- Determine Your Objective and Audience
You should always know what your client’s objective, goals and audience are for any event. This will help your planning by determining what your theme should be, who your speakers should be, the overall theme, activities and location. Having determined this will help you with other aspects, as listed below.
- Create a Budget
Estimate your expenses and what it will cost people to attend. Consider everything from the large ticket items such as food and beverage, audio visual, travel and hotel room nights to the smaller items that add up, such as speaker gift, parking, printing, awards, etc. This will create a framework for your entire conference planning. Your budget will also help determine what your ticket prices are for attendees and what your sponsor goal should be. Set this early on, as it’s hard to back pedal once the planning has already started.
- Location, Date & Time
It takes time to plan! Venue search and compare rates to see what is included at different locations. Determine what your absolute top needs are whether it’s wireless internet, sleeping rooms, breakout rooms, speaker/green rooms, audio visual, etc. Negotiate the pricing early on well before signing the contract to include concessions and discounts. Always ask for use of outside vendors, especially audio visual. Typically, in-house audio-visual companies charge much more than an outside vendor. Make sure you can waive or heavily discount supervisor fee.
Your location should also be convenient for your audience. Determine where most of them will be coming from or work and plan accordingly. The date and timing is also important. Is it over a weekend or during the work week?
- Speaker Planning
Having a ‘headliner’ speaker will help your marketing efforts and your attendance numbers. Speakers should be asked early on, as many of them have busy schedules or other commitments. Make sure the ask if coming from someone with a connection and the speaker makes sense to the theme of the conference or mission of the organization. You may want to consider a planning committee that focuses just on speakers so they can tap into their network.
Once the speakers are confirmed, start promoting them! Put together a press release, add their name, photo and bio to your website, social media and e-blasts. As them to share the event with their network or on their LinkedIn.
- Create a Marketing Plan
Any successful conference needs attendees. Do not cut on the marketing expense line item from your budget. If you need to hire a PR or Marketing Agency, do so! If done right, it will pay off. Marketing and promotion begins at the start of the conference. Set up social media accounts if you do not already have one, create a hashtag, and put together a marketing calendar that can be executed. Determine what social media your audience uses the most and use that as your main source of online content. You should be posting and delivering content consistently. Engage your potential and current attendees so they share with their network, too!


One part of the entries below is wanted: the lines from the one containing "Localize each UI" through the one containing "Extract all elements". Write those out exactly and nothing else.

▸ Source records
■ ■ ■ ■
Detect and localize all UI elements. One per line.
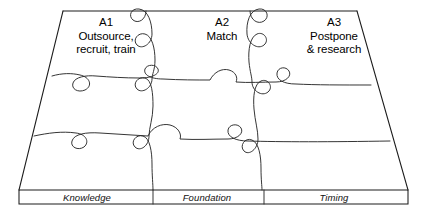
■ ■ ■ ■
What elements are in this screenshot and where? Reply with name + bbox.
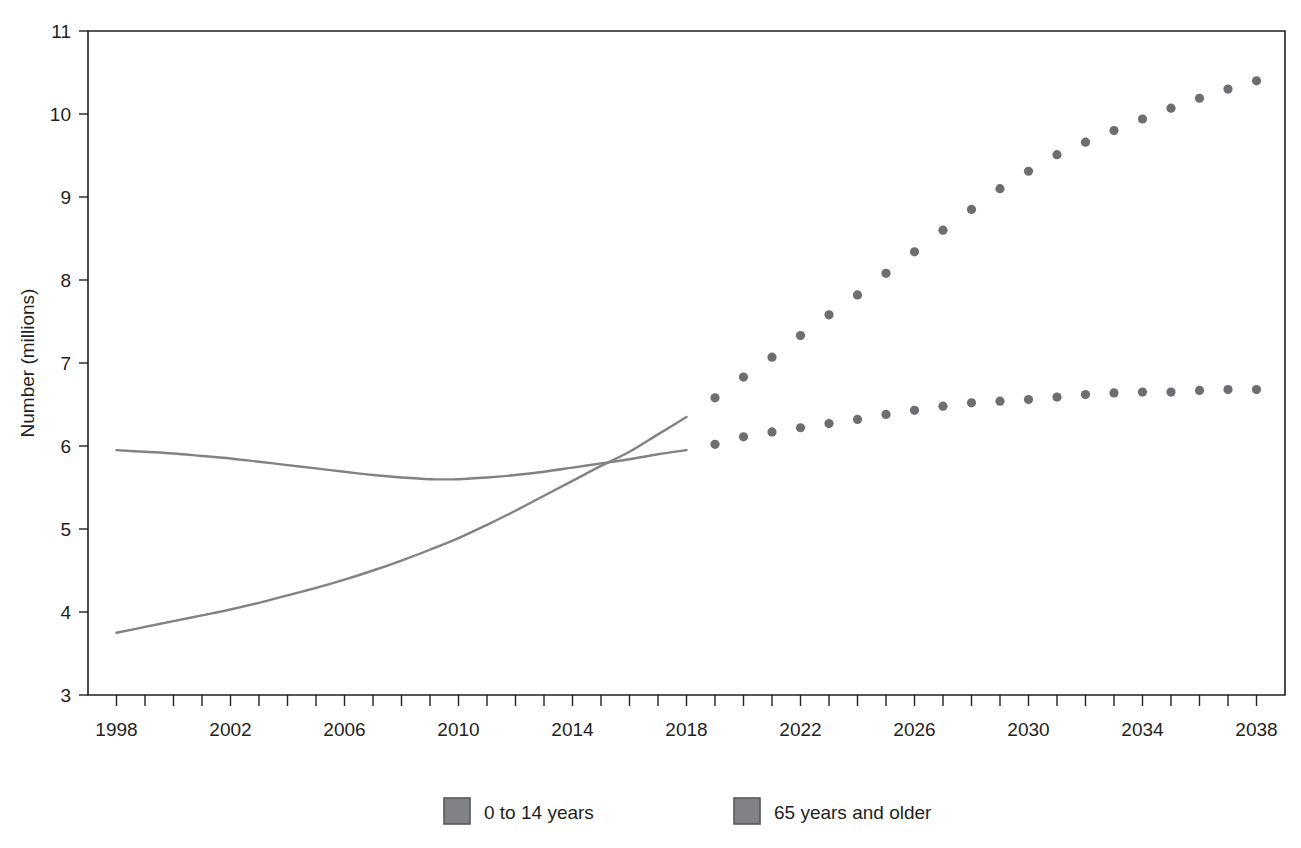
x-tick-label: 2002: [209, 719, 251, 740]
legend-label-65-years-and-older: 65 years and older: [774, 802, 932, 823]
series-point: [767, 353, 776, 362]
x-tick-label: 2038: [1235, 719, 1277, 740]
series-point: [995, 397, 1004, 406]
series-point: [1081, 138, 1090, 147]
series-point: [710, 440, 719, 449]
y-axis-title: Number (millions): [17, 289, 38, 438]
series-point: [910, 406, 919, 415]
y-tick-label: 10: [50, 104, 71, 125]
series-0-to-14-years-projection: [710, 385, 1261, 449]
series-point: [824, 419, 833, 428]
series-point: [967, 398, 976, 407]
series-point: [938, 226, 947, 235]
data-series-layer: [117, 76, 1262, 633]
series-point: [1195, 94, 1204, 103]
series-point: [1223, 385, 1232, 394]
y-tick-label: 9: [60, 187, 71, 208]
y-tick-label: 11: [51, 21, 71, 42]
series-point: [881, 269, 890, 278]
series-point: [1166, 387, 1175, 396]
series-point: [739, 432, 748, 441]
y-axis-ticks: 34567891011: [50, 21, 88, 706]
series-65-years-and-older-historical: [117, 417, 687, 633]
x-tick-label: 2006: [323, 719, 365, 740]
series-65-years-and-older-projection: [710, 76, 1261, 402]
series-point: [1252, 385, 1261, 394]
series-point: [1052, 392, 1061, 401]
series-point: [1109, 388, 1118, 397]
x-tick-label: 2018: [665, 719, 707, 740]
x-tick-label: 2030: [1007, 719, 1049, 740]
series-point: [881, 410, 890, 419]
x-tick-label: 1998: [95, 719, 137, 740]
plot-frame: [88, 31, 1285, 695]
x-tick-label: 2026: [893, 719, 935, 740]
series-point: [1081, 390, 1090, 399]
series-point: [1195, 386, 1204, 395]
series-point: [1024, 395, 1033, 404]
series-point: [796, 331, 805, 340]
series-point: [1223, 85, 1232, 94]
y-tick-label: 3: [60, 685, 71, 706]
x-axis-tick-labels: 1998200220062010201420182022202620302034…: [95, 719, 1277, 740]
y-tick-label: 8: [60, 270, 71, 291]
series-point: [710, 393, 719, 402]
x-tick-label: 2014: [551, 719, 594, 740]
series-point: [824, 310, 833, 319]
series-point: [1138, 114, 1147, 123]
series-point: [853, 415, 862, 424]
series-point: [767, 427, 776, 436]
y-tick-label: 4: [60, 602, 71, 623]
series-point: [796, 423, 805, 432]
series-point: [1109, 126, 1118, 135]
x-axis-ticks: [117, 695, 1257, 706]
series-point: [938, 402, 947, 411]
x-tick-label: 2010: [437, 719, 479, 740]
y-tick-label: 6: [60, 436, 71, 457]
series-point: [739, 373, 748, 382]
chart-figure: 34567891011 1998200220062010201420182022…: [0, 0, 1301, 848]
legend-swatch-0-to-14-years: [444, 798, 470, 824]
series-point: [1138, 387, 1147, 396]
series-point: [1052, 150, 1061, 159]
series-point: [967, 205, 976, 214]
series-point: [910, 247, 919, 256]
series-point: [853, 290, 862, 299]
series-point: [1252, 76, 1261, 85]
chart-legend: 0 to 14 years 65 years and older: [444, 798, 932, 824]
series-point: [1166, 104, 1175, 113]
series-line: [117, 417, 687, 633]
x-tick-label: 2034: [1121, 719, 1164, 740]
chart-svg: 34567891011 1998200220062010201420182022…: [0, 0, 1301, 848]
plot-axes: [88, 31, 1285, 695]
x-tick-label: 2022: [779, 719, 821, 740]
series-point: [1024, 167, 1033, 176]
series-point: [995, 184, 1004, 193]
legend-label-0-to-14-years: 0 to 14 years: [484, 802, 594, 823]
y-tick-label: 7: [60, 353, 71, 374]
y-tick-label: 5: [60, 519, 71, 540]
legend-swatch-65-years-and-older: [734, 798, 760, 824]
■ ■ ■ ■
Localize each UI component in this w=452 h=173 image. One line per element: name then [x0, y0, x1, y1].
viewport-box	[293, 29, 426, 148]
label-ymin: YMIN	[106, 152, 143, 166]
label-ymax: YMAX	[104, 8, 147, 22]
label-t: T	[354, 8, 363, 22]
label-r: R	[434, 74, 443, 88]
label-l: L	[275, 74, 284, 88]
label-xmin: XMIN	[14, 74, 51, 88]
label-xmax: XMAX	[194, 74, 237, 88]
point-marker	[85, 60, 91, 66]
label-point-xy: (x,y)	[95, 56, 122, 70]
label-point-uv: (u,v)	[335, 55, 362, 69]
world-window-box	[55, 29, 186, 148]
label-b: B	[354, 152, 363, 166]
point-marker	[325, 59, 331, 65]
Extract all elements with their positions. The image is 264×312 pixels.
■ ■ ■ ■
▸ Result
Localize each UI component in this w=452 h=173 image. One line per element: name then [x0, y0, x1, y1].
viewport-box	[293, 29, 426, 148]
label-ymin: YMIN	[106, 152, 143, 166]
label-ymax: YMAX	[104, 8, 147, 22]
label-t: T	[354, 8, 363, 22]
label-r: R	[434, 74, 443, 88]
label-l: L	[275, 74, 284, 88]
label-xmin: XMIN	[14, 74, 51, 88]
label-xmax: XMAX	[194, 74, 237, 88]
point-marker	[85, 60, 91, 66]
label-point-xy: (x,y)	[95, 56, 122, 70]
label-point-uv: (u,v)	[335, 55, 362, 69]
world-window-box	[55, 29, 186, 148]
label-b: B	[354, 152, 363, 166]
point-marker	[325, 59, 331, 65]
Extract all elements with their positions. The image is 264×312 pixels.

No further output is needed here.